You don’t have to be new skier to be nervous or fearful.  I’ve seen experienced skiers, including competition skiers and ski professionals become fearful and nervous.

So this week I’ve been doing research in to some of the suggestions and strategies to over-coming fear and nerves in skiing, and they include:

  • Positive thinking
  • Learning more techniques e.g. control
  • Visualisation and deep breathing

One thing they say is that there isn’t a universal approach to overcoming anxiety, fear or nervousness.  Well there is actually, but it’s not strategy, it’s more of an understanding.

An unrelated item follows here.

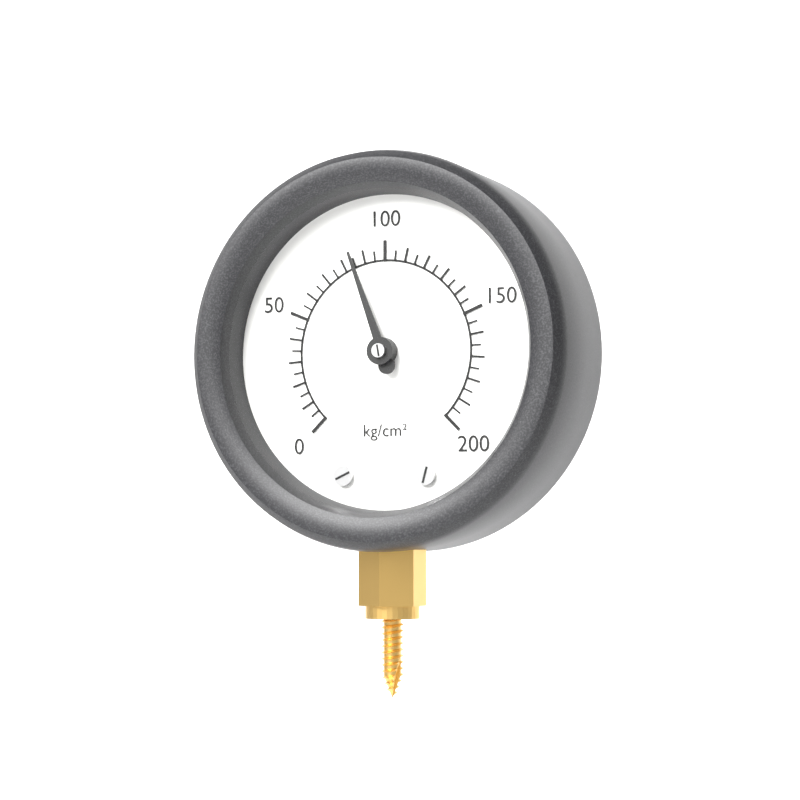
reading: 85 kg/cm²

Before I explain this understanding first let me explain the distinction between a concept and an understanding:

  • A concept is something we grasp at an intellectual level, but has no impact in our lives. It’s just theoretical.  A good example of this is providing health information as a way to change behaviour.  If this worked as a strategy that would mean that the NHS would be the healthiest organisation in the world but 700,000 of their 1.2M employees are overweight.  Information is an example of something that we get conceptually but rarely has an impact on our lives.
  • An understanding is something we insightfully get and it has an immediate impact on our lives. Taking the weight example, around 5% of people have an insight around weight loss and go on to lose weight and maintain it.  On the other hand, the side effect of applying a concept (e.g. someone else’s strategy or information) without an insight is the problem gets worse and in case the weight loss 82-97% of people who apply a weight loss strategy gain weight, because they don’t see it insightfully, just conceptually.

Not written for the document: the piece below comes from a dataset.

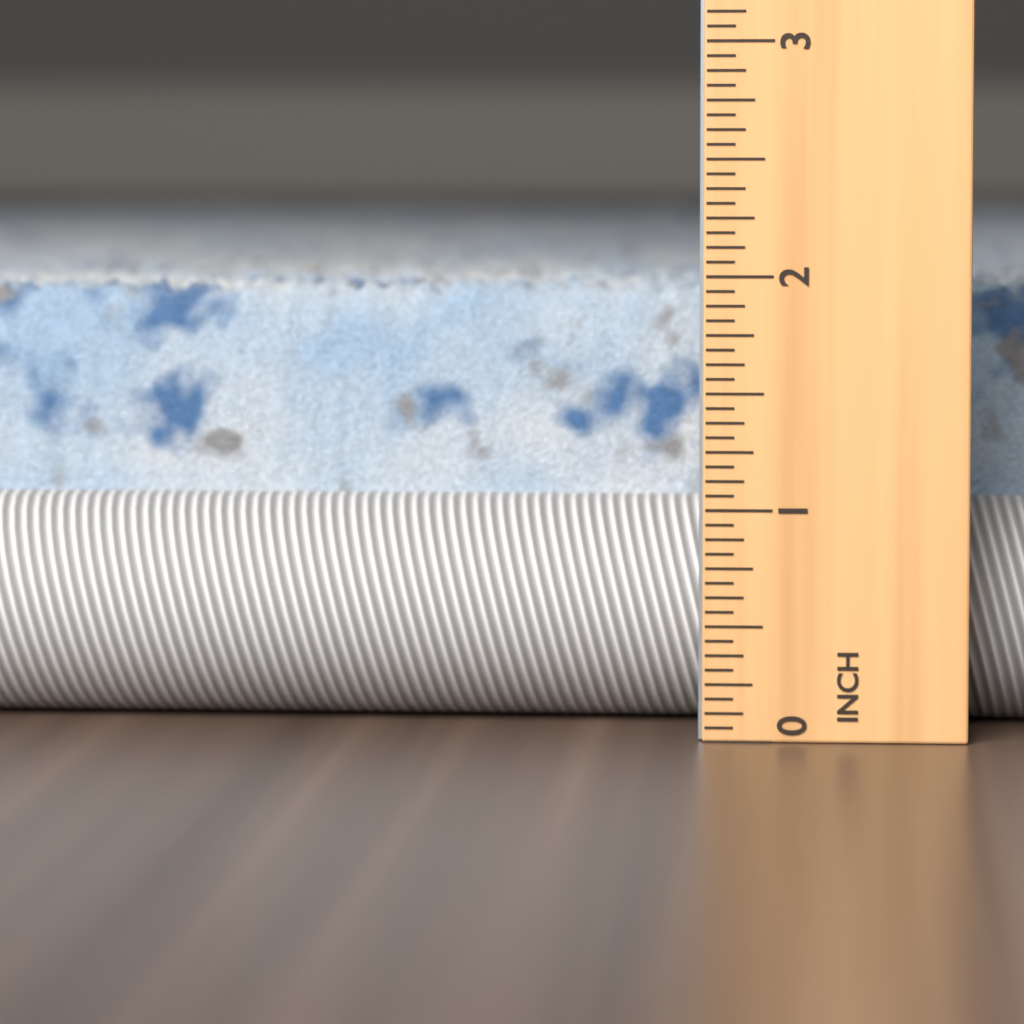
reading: 2.0000 in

For example, when someone has an insight the things they say usually start with one of the followng phrases:

  • I realised that…
  • It occurred to me…
  • It made sense to me…
  • I felt inspired to…

The problem with all the strategies to over-come fear or being nervous in skiing is that they have failure built in as standard, including:

  1. They are other people’s ideas of ‘this worked for me’, or a second hand insight. Only first-hand insights (your own) work as they are fully packaged for your life.
  2. Are you forcing yourself – using willpower to overcome – or finding yourself doing something (stillpower). Forcing yourself to overcome requires an excess of energy and is exhausting!
  3. You’re trying to fool yourself! Trying to come up with a positive thought to overcome a negative thought won’t work as you already know the trick you’re trying to play on your mind! That’s like trying to outplay yourself at chess!
  4. You’re already over-thinking, so trying to overcome over-thinking by giving yourself more thinking to combat the over-thinking (e.g. the positive thinking or breathing strategy) leads to…well, more over-thinking! A free-flowing state is the absence of excessive thought which is the opposite of what you’re trying to do!!!

It’s better to recognise there are no positive or negative thoughts like fear or being nervous, but just thoughts. The only power they have is the power you give them. You can’t hold on to them for long, and they are replaced by other thoughts so get out of your way and allow fresh thought to come through.  And the moment you understand that at a deeper level (not conceptually) is the moment you’re back in the game, and putting the fun back in to skiing.

We don’t teach concepts at Skicology.  We teach the psychological principles behind fun and great skiing by creating the space where insights and understanding come through you.

If you’d like to experience this understanding, and not just in skiing, but work and life cick here

Thoughts and comments always welcome.